2
votes

I'm writing a small program in Flex/Bison to tokenize/parse a query language I created. I was wondering if there is any way to create any keywords in Flex/Bison.

What I mean is: flex breaks down input into a list of tokens but is there a way to create a list of keywords, so that everytime flex sees on of them it will return the word "keyword".

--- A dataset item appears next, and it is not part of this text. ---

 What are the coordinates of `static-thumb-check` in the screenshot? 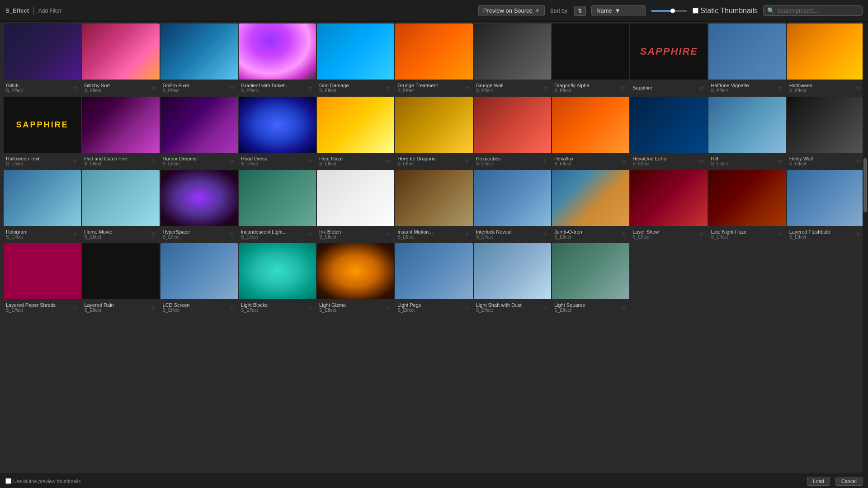 It's located at (695, 11).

or following is the only way to do this:

"dog"|"cat"     return KEYWORD;

Is there any data-structure that flex/bison can use, so that everytime it sees a member of that data-structure, it will recognize it as a keyword?

Thanks, Sarah

2
Can you explain what is the problem you encounter with the following construct ? "dog"|"cat" return KEYWORD;fjardon
I didn't run into any problem, I was wondering if there is any data structures that could be used.sap

2 Answers

3
votes

I think a better approach will be you handling this with bison, like this:

in flex:

"dog" { return T_DOG; }
"cat" { return T_CAT; }
...

and in bison you put a rule that accept any of those tokens:

keyworks: T_DOG | T_CAT | ... ;

other_rule: keyworks T_ACTION;
1
votes

Trying to read between the lines to figure out what you're actually asking, it seems like what you want is to be able to change the keywords at runtime. If your keywords all follow a common pattern, and other (non keywords) that follow that pattern are all the same token, you can use a hash table or other lookup table. I'm going use a C++ std::map here, but you could use any other data structure that allows lookups:

%{
extern std::map<std::string, int> keyword_table;
%}
%%

[A-Za-z_$][A-Za-z_$0-9]*    { auto k = keyword_table.find(std::string(yytext));
                              if (k != keyword_table.end())
                                  return k->second;
                              return T_IDENTIFIER; }

Now you can stick any identifier with an assoicated token into the keyword_table and the lexer will recognize that keyword and return the corresponding token. Any identifier that is not recognized as a keyword (not in the table) will return a T_IDENTIFIER token.